The windowed UI accepts the same arguments. In the UI, the two timing-related options are adapted to the interactive setting: --sleep <ms> sets the initial simulation speed (the Update control), and --frames <n> auto-runs the simulation for n generations on startup and then pauses, leaving the window fully interactive afterwards. Passing a .lif file or one of the built-in flags chooses the pattern shown when the window opens.


Loading patterns: Life 1.05 (.lif) files

Both front-ends can load patterns from Life 1.05 files, a simple plain-text format for describing Game of Life boards. Give the path to a .lif (or .LIF) file on the command line.

The format is line-oriented:

Line Meaning
#Life 1.05 Required first line; identifies the file.
#D <text> A human-readable description. Ignored by the loader.
#N Selects the normal B3/S23 rule (the only rule supported here).
#P <x> <y> Moves the "pen" to board coordinate (x, y). Subsequent rows are placed from here.
pattern rows A run of cells: . is a dead cell, * is a live cell.

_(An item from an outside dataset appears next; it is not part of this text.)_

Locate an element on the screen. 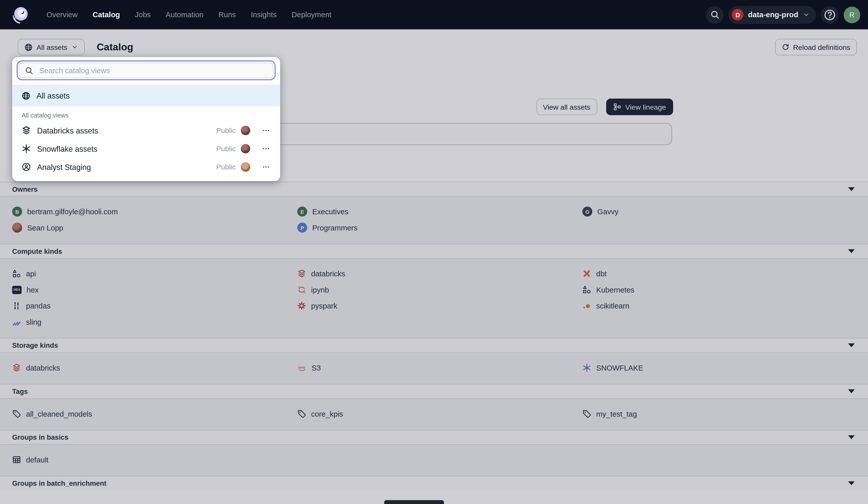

A file may contain any number of #P blocks, and coordinates may be negative. When a file is loaded, the parser scans every live cell to find the pattern's bounding box, then shifts the whole pattern so that its top-left-most live cell sits at (16, 16). This keeps all coordinates positive and away from the origin, which suits the quadtree layout.

A glider, for example, can be written as:

#Life 1.05
#D Glider
#N
#P 0 0
.*.
..*
***

Controls (windowed UI)

  • Click a grid square to toggle that cell on or off. (Editing is enabled while the simulation is paused.)
  • Simulate / Stop — start or stop the running simulation.
  • Next — advance the board by the current step size (see Step below).
  • Zoom In / Zoom Out — change how large each cell is drawn.
  • Clear — empty the board.
  • Update slider — the time between automatic steps; smaller is faster.
  • Step slider — the number of generations advanced per step. Increasing this is where HashLife shows its strength: large jumps cost little more than small ones for regular patterns.
  • Colour dropdown — choose the colour of live cells.
  • Pattern dropdown — load a built-in pattern: Glider, Glider Gun, R-Pentomino, or Empty.
  • Arrow keys — pan the camera up, down, left, or right.

Because the universe is unbounded, the view automatically follows the pattern while the simulation is running, so it never simply scrolls off the edge. Panning with the arrow keys is therefore most useful while paused. Note that for an open-ended emitter such as the Gosper gun, the stream of escaping gliders pulls the auto-centred view along with it — pause and pan, or watch a bounded pattern, to keep a fixed frame.


Building

The project is written in Jai and built with the Jai compiler, for example:

jai build.jai - gui     # the windowed UI
jai build.jai - cmd     # the text-mode console application

(Adjust the file names to match your checkout.) The UI depends on Jai's Simp, Window_Creation, GetRect, Input, and Math modules; both front-ends use Basic, and the .lif loader additionally uses the String and File modules.